Blount was born in Indianapolis, Indiana
Indianapolis, Indiana
Indianapolis is the capital of the U.S. state of Indiana, and the county seat of Marion County, Indiana. As of the 2010 United States Census, the city's population is 839,489. It is by far Indiana's largest city and, as of the 2010 U.S...

. He attended Ponce de Leon Elementary School and graduated from Decatur High School in Decatur, Georgia
Decatur, Georgia
Decatur is a city in, and county seat of, DeKalb County, Georgia, United States. With a population of 19,335 in the 2010 census, the city is sometimes assumed to be larger since multiple zip codes in unincorporated DeKalb County bear the Decatur name...

, where he was class president and editor of the school newspaper, The Scribbler.
Quotations

A good heavy book holds you down. It’s an anchor that keeps you from getting up and having another gin and tonic.

“Reading and Nothingness, Of Proust in the Summer Sun,” New York Times|New York Times (June 2, 1985)

A dog will make eye contact. A cat will, too, but a cat’s eyes don’t even look entirely warm-blooded to me, whereas a dog’s eyes look human except less guarded. A dog will look at you as if to say, “What do you want me to do for you? I’ll do anything for you.” Whether a dog can in fact, do anything for you if you don’t have sheep (I never have) is another matter.

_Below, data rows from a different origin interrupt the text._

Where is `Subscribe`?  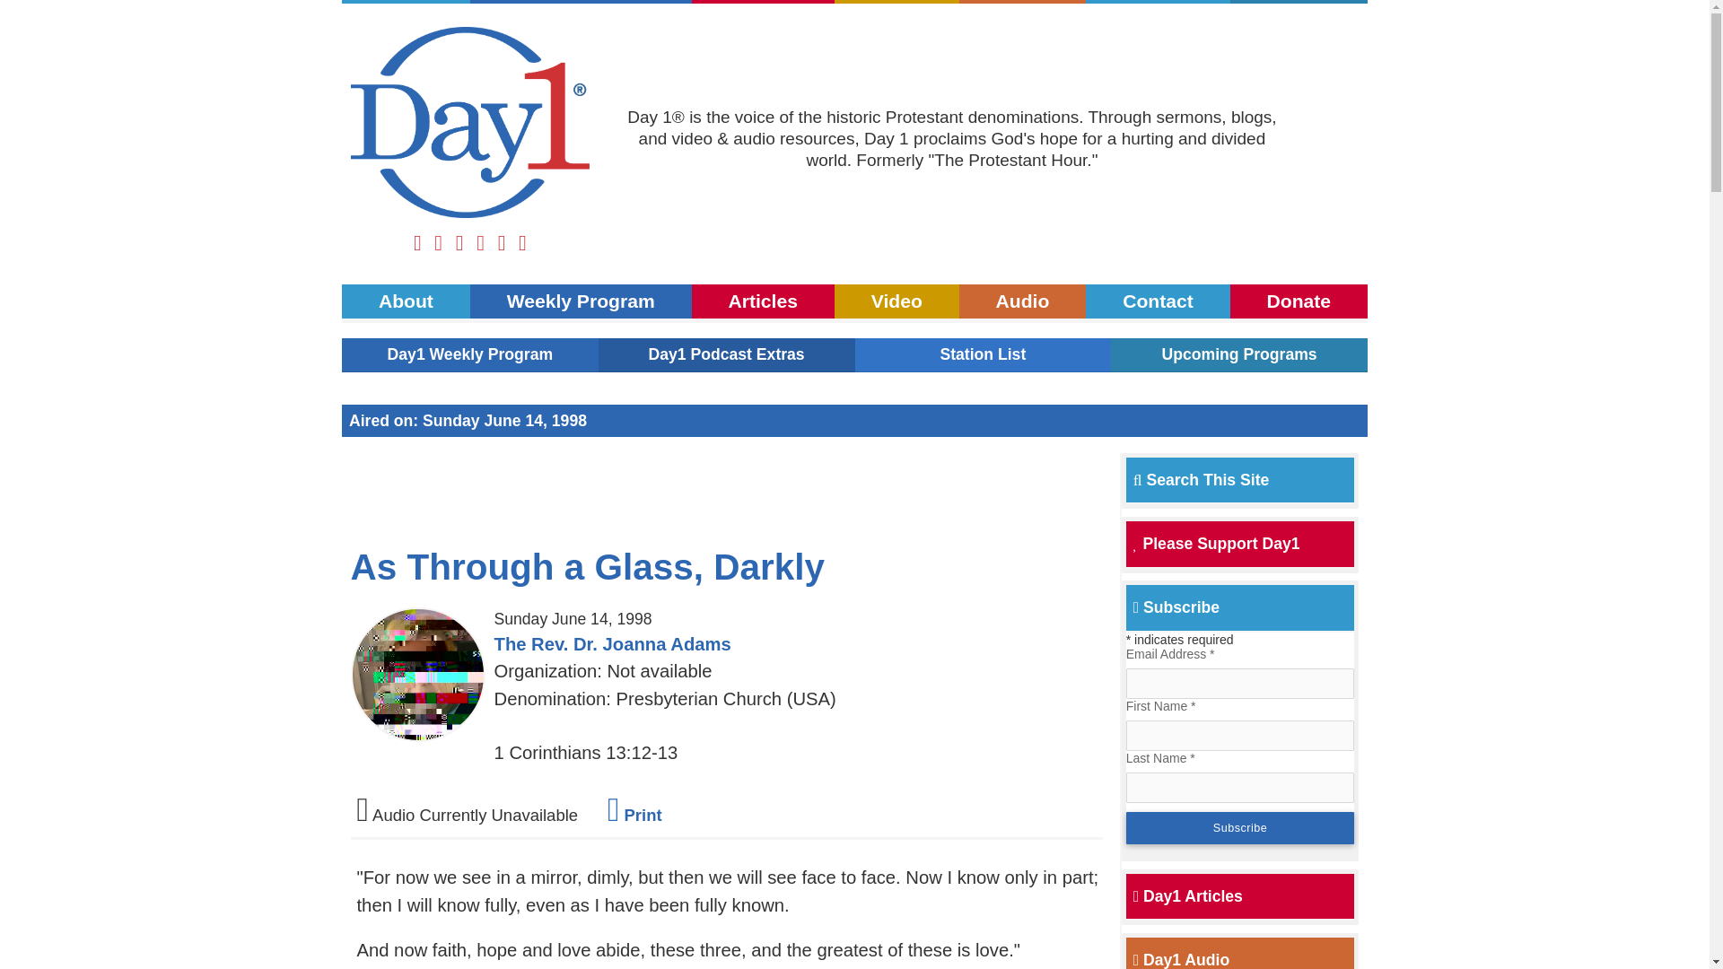
Subscribe is located at coordinates (1240, 827).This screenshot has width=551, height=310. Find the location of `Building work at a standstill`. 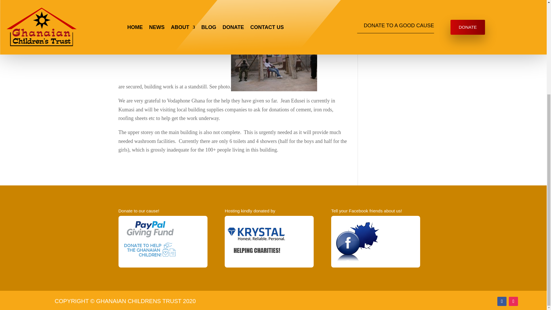

Building work at a standstill is located at coordinates (274, 59).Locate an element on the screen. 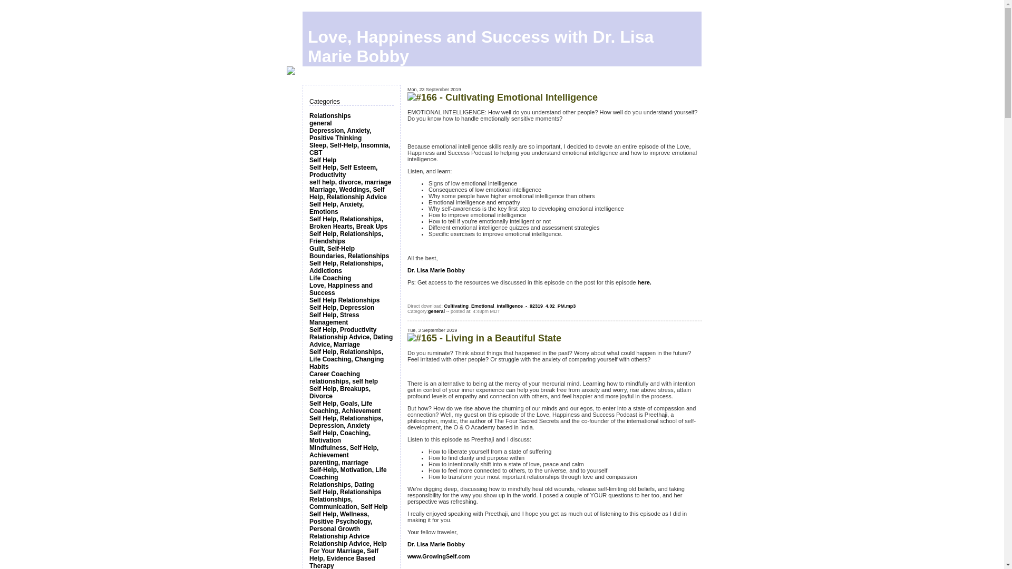 This screenshot has height=569, width=1012. Relationships, Dating is located at coordinates (341, 484).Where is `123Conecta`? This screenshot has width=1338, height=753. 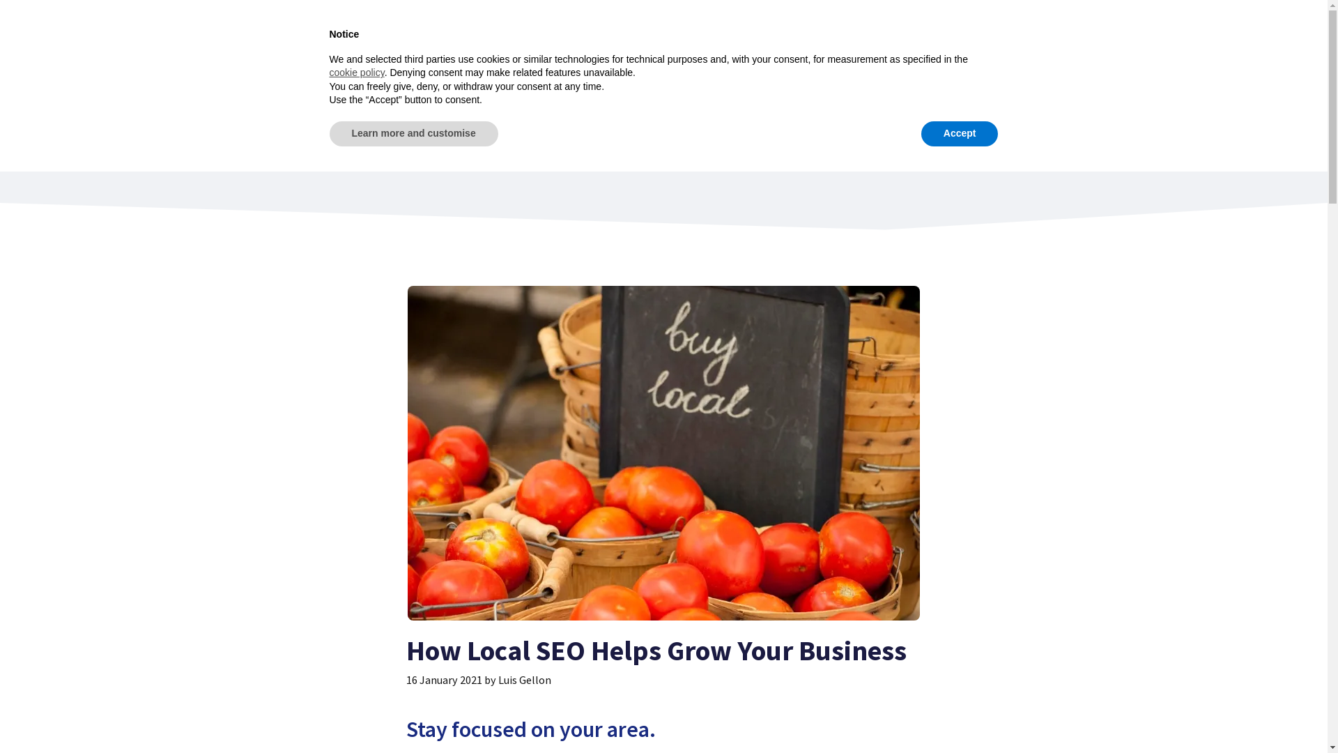 123Conecta is located at coordinates (312, 34).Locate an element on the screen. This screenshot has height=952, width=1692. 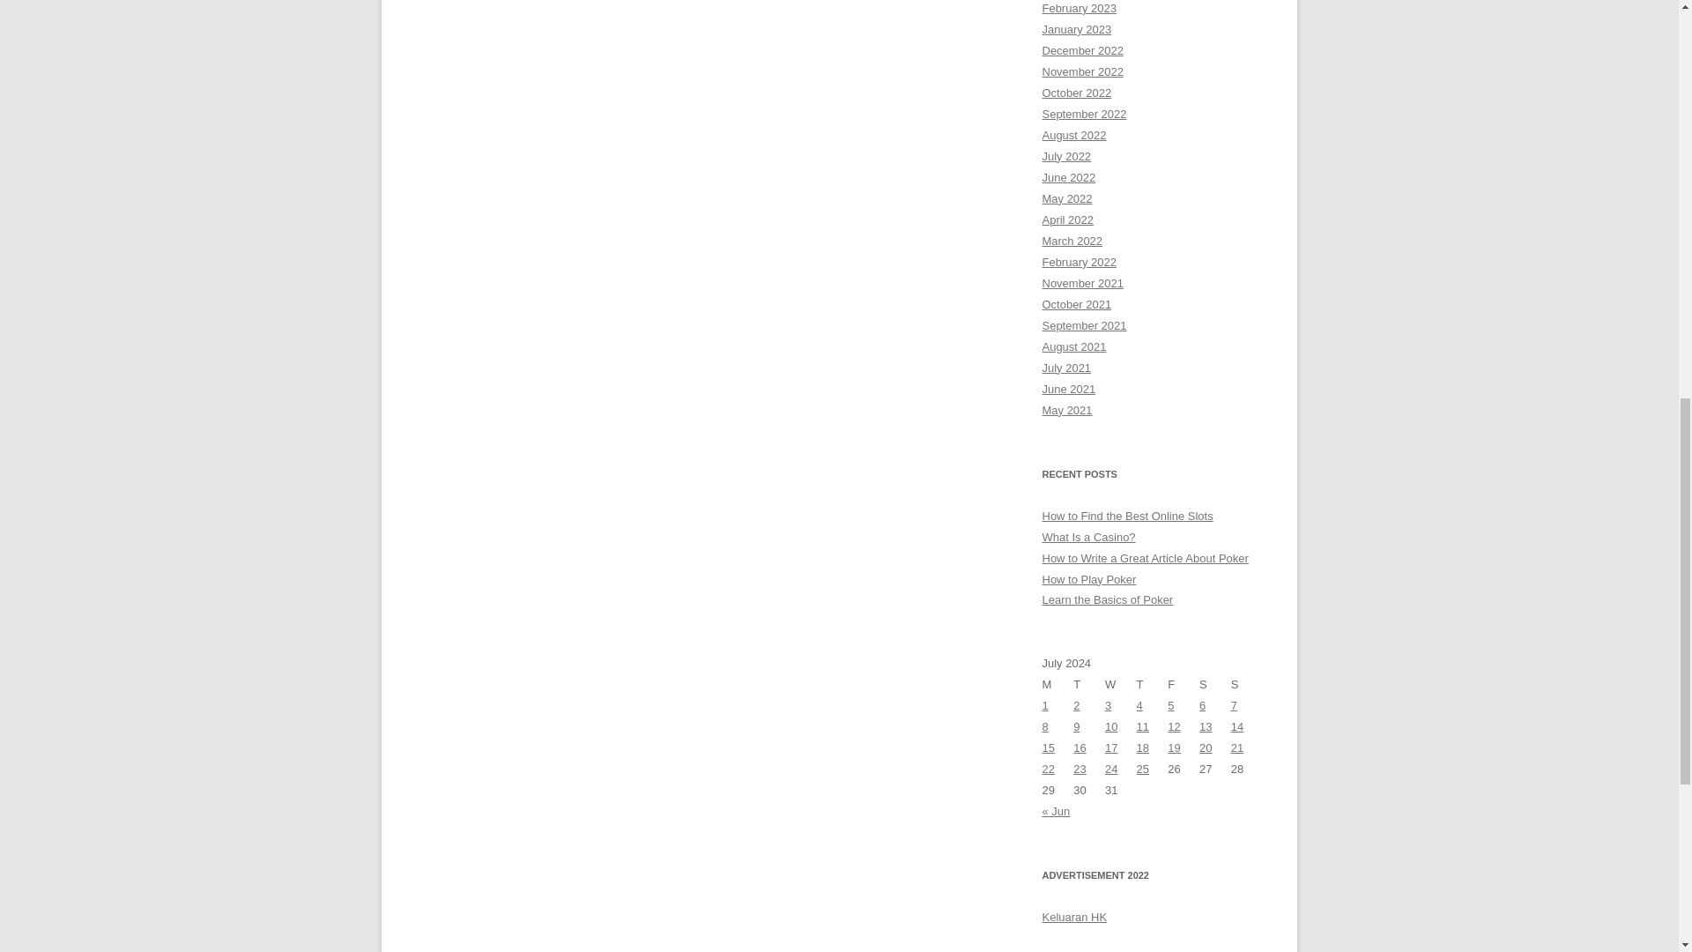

The dog is willing.

“Dogs Vis-A-Vis Cats,” Now Where Were We?, Random House (1989)

In the beginning, Atlanta was without form, and void; and it still is.

Long Time Leaving (2007)

I do hope you realize that every time you use disinterested to mean uninterested, an angel dies.

Alphabet Juice (2008), p. 7

Any given generation gives the next generation advice that the given generation should have been given by the previous generation but now it's too late.

Alphabet Juice (2008), p. 17

A convention has to be something that more than one person is moved to take hold of. It's a convention to call your sweetheart "dumplin" or "honeybun." It would also be a convention to call her "gulag," if she would stand for it, which she won't, and why would you want to be around someone who would?

Alphabet Juice (2008), p. 66

English is an outrageous tangle of those derivations and other multifarious linguistic influences, from Yiddish to Shoshone, which has grown up around a gnarly core of chewy, clangorous yawps derived from ancestors who painted themselves blue to frighten their enemies.

Alphabet Juice (2008), p. 93

Usage ain't always a matter of ought.

Alphabet Juice (2008), p. 149

I know, you want to make a citizen's arrest of anyone whose menu lists "Idaho potato baked in it's skin," but you can't.

Alphabet Juice (2008), p. 155

I have to be firm on this: unique is not to be modified. Adding very or absolutely is like putting a propeller on a rabbit to make him hop better. It won't work, and he won't be a rabbit anymore.